Paul Bohm writes that to rig the vote an attacker would need to control more computational power than the honest nodes. To ensure it's more expensive for an attacker to purchase the computational power needed to attack the system, Bitcoin adds an incentive scheme. Users who contribute computational power get rewarded for their work. This computational process ("mining") is not wasteful at all, but an incredibly efficient way to make attacks economically unprofitable.

Nemo explains the structure of the financial incentive for miners: They can embed one coinbase transaction in each block they mine. The coinbase transaction includes new bitcoins (hence the term “mining”) and also any transaction fees associated with the transactions in the block.

The economics of Bitcoins

James Surowiecki writes that the problem with Bitcoins is that instead of being used as a currency, bitcoins are today mostly seen as (and traded as) an investment. The problem with having the Bitcoin economy dominated by speculators is that it gives people an incentive to hoard their bitcoins rather than spend them, which is the opposite of what you need people to do in order to make a currency successful. Zachary Seward reports that when researchers examined the bitcoin universe last year, they found that between 55% and 73% of bitcoins, depending on how you count, were being held in dormant accounts.
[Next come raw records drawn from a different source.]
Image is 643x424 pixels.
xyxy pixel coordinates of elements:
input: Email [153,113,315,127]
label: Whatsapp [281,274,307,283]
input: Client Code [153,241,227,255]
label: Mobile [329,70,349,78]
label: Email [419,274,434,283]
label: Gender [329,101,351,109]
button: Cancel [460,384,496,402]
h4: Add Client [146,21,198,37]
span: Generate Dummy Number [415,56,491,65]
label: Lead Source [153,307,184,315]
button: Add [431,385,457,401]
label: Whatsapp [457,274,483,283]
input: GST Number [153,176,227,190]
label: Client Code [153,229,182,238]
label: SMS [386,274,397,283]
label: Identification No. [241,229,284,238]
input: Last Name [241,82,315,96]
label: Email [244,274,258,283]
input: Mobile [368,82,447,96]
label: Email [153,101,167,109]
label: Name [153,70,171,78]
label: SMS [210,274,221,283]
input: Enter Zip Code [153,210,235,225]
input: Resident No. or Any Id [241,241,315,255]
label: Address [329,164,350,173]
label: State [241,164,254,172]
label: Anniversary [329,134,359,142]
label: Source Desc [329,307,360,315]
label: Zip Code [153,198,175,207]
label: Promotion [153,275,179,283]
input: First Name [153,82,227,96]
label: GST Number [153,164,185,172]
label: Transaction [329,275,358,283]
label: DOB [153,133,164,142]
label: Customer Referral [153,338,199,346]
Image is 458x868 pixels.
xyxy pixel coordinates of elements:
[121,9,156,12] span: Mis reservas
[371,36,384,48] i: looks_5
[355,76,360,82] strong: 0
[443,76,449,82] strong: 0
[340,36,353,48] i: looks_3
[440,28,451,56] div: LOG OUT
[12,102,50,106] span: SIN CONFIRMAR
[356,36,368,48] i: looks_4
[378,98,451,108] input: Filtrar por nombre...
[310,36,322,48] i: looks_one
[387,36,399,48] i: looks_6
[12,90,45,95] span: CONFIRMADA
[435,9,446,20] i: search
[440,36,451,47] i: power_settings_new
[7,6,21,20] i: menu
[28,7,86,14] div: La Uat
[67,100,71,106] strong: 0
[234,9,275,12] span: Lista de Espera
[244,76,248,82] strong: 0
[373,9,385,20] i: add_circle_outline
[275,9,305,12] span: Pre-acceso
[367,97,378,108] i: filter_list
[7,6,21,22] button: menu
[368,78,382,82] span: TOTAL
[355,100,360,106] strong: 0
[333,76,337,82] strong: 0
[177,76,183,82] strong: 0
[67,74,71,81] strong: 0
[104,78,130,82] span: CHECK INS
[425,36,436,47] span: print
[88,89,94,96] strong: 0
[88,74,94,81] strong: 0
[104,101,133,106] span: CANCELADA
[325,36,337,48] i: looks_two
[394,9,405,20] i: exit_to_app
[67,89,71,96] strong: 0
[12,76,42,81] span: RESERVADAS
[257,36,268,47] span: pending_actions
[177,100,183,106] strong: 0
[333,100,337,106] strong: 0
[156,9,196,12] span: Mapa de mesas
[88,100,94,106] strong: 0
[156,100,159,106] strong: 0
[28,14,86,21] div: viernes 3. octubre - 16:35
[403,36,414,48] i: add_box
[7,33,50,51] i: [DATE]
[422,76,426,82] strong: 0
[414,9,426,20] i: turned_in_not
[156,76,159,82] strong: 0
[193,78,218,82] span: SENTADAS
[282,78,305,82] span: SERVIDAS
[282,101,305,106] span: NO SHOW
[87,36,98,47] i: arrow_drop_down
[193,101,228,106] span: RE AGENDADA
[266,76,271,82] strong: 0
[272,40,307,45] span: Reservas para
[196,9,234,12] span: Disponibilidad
Paul Krugman writes that Bitcoin has created its own private gold standard world, in which the money supply is fixed rather than subject to increase via the printing press. Bitcoin, rather than fixing the value of the virtual currency in terms of those green pieces of paper, fixes the total quantity of cybercurrency instead, and lets its dollar value float. What that means is that if you measure prices in Bitcoins, they have plunged; the Bitcoin economy has in effect experienced massive deflation. The actual value of transactions in Bitcoins has fallen rather than rising. In effect, real gross Bitcoin product has fallen sharply.

About the authors

  • Jérémie Cohen-Setton

    Jérémie Cohen-Setton is a Research Fellow at the Peterson Institute for International Economics. Jérémie received his PhD in Economics from U.C. Berkeley and worked previously with Goldman Sachs Global Economic Research, HM Treasury, and Bruegel. At Bruegel, he was Research Assistant to Director Jean Pisani-Ferry and President Mario Monti. He also shaped and developed the Bruegel Economic Blogs Review.